Out of 26 million Texans, you may have an idea to change the world. You may have had several ideas to change the world. But only a tiny minority of you pushed through the U.S. Patent office from application to successful patent. We've seen Texans change the world many times over. Jack Kilby did it with Texas Instruments in 1958 with the integrated circuit, causing the start of the digital revolution, which, in part, is why you can read these words over your electronic device.
Over the last few years, Texas Business has brought its feature: Texas Business Patent of the Day. This list is of the ones that were either extremely clever, odd or strange. One thing becomes apparent from these patents and the patent that runs daily in Texas Business—Texans have a unique mind set.
Though the history of the Corn Dog is disputed, the State Fair of Texas claims to have introduced the Corny Dog sometime between 1938 and 1942. As a paean to that invention that now sits in the freezer section of every grocery store in the southwest, here are the fried foods the State Fair of Texas has introduced, or tried to introduce, in the last seven years.
Dead Texas musicians live on every time you hear their songs. Their songs play everywhere, so the dead Texas musicians appear to be immortal. Here's the short list.
Don't get caught up with John Wayne religion. For one thing, he's not Texan. He's in some fine movies involving Texas, most notably The Searchers, but none of his movies can make the best cut of Texas movies. Here's the short list.
Unsung Texas Business Journalists Mention that one is a reporter, and there's a spark of interest. Mention that one is a business news reporter, and watch the eyes glaze over. Except to the players, business and economic journalists are unappreciated. While many wish to become sports reporters when they grow up, most do not realize that business journalists cover the Real Game. Mention that reporter covers business, and watch the eyes glaze over. A toast to these below on the short list and the numerous unnamed ones slogging away. Full Story » TexasBusiness.com
Best Texas Mexican Food: The Short List No, we're not going to debate the difference between Tex-Mex, Mex-Tex, Mexican and Texican food. Just know these establishments are the pinnacle of Texas Mexican fare. No brag, just fact. Full Story » TexasBusiness.com
Best Texas Burgers Texas Burgers. . While a hamburger is merely sustenance and gratification for a meal, the memory a good Texas burger can give rise to Homeric odes. The short list. Full Story » TexasBusiness.com
I miss Barber’s Bookstore of Fort Worth. One of my desires from childhood was to live in a house with high ceilings and bookshelves crammed with books from floor to ceiling in every room. Every room.
Barber’s Bookstore was a place remarkably like that dream. It had books from floor to ceiling on each floor.
Desires change. I now carry a library of ebooks on my phone that would take a block of houses to contain the hard copies. And the library I carry along with a huge juke box and movie theater and phone booth? It weighs 4.9 ounces, or 140 grams. I love that I can read anywhere and without a light jump by holding a smartphone up and moving a finger silently across glass. Or listen to a book by plugging earphones into that piece of plastic while I drive to a destination.
It’s inevitable. Since we started abandoning our material incarnations of our ideas and ourselves, we have paid a price. I’m talking about the loss of the bookstores of Texas.
It’s been gradual. The personal computer revolution that started in the early 1980s helped form the generation’s minds that are thirty and below. That generation understands reading electronic text in a way more personal and integral to their beings than those over thirty ever will. They receive their texts electronically and prefer a Kindle, or a Nook, or an iPad over carrying a knapsack of text printed and bound in heavy tomes.
The economic tipping point passed several years ago, and print books, much like printed newspapers, disappear and reincarnate as ebooks and epapers. As a result, the brick-and-mortar bookstores are vanishing. The independent stores already were disappearing from the economic pressure of business models such as Books-A-Million and Barnes & Noble and Borders. But now even Borders has disappeared as we connect with stories more and more in cyberspace.
And now we see Larry McMurtry about to hold a huge auction this August in which he plans to downsize Booked Up’s inventory by several hundred thousand books. Booked Up is a used bookstore in Archer City, northwest of Fort Worth. I’m sad to see it, but understand. Still, without bookstores located within specific geographic confines, will unique Texas voices such as McMurtry continue to rise?
E-books can and do exist without any printed versions. Hardback and paperback books are still everywhere you go. Bookstores are not. Barring some disaster like a widespread electromagnetic pulse that throws civilization back a century, I suspect you’ll look up from your phone or tablet one of these days and realize the bookshelves are filled with something other than books.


== Aim of the task ==
Only lines containing the string "than" belong in the answer; find them in the records and copy them.

[Dataset entries on figures]
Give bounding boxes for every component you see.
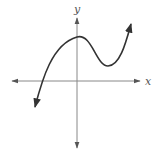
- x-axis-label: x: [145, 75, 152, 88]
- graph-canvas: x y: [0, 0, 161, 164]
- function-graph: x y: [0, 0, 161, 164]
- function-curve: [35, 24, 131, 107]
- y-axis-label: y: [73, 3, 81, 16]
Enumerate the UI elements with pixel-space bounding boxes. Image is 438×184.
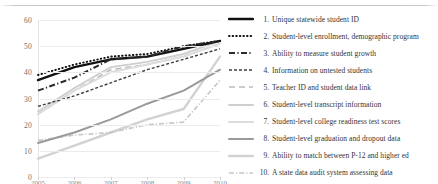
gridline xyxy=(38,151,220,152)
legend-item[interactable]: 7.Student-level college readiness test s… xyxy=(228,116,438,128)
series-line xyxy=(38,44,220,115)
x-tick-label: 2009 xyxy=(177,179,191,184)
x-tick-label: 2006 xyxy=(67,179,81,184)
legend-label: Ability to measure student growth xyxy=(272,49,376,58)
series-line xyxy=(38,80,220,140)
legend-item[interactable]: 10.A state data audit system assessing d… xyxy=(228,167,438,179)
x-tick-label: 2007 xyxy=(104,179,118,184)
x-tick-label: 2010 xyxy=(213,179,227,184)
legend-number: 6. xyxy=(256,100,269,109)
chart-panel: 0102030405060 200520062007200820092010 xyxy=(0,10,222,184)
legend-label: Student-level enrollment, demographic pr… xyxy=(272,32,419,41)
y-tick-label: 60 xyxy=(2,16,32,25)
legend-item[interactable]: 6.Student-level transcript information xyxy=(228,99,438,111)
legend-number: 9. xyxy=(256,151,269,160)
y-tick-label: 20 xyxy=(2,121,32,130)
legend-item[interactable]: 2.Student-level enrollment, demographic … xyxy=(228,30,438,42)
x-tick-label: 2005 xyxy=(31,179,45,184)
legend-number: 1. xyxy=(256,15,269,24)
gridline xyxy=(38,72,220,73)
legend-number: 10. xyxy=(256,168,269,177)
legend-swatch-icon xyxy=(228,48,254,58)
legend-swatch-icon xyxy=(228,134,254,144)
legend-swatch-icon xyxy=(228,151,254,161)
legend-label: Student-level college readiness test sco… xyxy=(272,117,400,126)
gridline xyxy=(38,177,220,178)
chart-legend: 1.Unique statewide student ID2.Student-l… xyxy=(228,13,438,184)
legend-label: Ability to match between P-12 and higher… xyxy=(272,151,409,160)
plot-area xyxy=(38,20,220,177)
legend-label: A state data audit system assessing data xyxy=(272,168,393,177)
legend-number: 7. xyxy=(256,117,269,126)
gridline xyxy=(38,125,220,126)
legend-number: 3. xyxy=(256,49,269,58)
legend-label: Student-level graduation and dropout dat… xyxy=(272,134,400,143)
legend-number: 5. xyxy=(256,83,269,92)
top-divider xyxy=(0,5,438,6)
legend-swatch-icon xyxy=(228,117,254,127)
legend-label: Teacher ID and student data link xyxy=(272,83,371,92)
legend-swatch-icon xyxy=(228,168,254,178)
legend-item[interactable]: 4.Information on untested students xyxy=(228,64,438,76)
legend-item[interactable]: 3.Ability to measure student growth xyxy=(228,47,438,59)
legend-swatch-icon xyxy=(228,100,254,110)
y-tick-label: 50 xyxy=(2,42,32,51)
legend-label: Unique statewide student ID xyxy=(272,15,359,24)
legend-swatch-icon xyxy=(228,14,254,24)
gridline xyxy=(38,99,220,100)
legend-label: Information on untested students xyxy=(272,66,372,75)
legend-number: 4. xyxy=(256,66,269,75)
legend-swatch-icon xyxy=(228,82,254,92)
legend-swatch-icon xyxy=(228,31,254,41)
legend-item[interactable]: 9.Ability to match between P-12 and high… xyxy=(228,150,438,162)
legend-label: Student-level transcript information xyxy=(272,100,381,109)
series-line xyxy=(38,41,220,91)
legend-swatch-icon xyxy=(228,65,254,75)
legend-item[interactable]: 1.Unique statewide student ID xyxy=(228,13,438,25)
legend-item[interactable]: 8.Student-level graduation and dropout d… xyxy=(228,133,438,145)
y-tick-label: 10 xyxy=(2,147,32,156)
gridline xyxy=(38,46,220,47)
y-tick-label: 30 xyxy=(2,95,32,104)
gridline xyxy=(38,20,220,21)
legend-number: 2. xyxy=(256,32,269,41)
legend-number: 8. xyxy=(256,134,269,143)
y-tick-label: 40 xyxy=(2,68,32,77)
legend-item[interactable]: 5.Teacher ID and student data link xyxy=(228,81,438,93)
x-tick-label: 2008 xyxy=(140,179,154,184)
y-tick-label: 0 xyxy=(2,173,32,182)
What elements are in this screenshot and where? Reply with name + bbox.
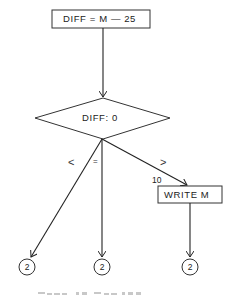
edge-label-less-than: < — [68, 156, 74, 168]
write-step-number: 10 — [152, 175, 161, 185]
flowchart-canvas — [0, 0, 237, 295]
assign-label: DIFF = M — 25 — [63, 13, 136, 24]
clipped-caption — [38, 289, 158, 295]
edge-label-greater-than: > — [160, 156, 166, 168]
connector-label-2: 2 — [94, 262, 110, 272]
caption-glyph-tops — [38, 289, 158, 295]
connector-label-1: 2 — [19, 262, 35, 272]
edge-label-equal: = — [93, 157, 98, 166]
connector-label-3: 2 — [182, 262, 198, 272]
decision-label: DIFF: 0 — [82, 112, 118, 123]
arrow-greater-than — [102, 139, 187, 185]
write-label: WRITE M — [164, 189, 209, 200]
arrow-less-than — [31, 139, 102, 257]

== Reply ==
edge-label-less-than: < — [68, 156, 74, 168]
edge-label-greater-than: > — [160, 156, 166, 168]
arrow-greater-than — [102, 139, 187, 185]
arrow-less-than — [31, 139, 102, 257]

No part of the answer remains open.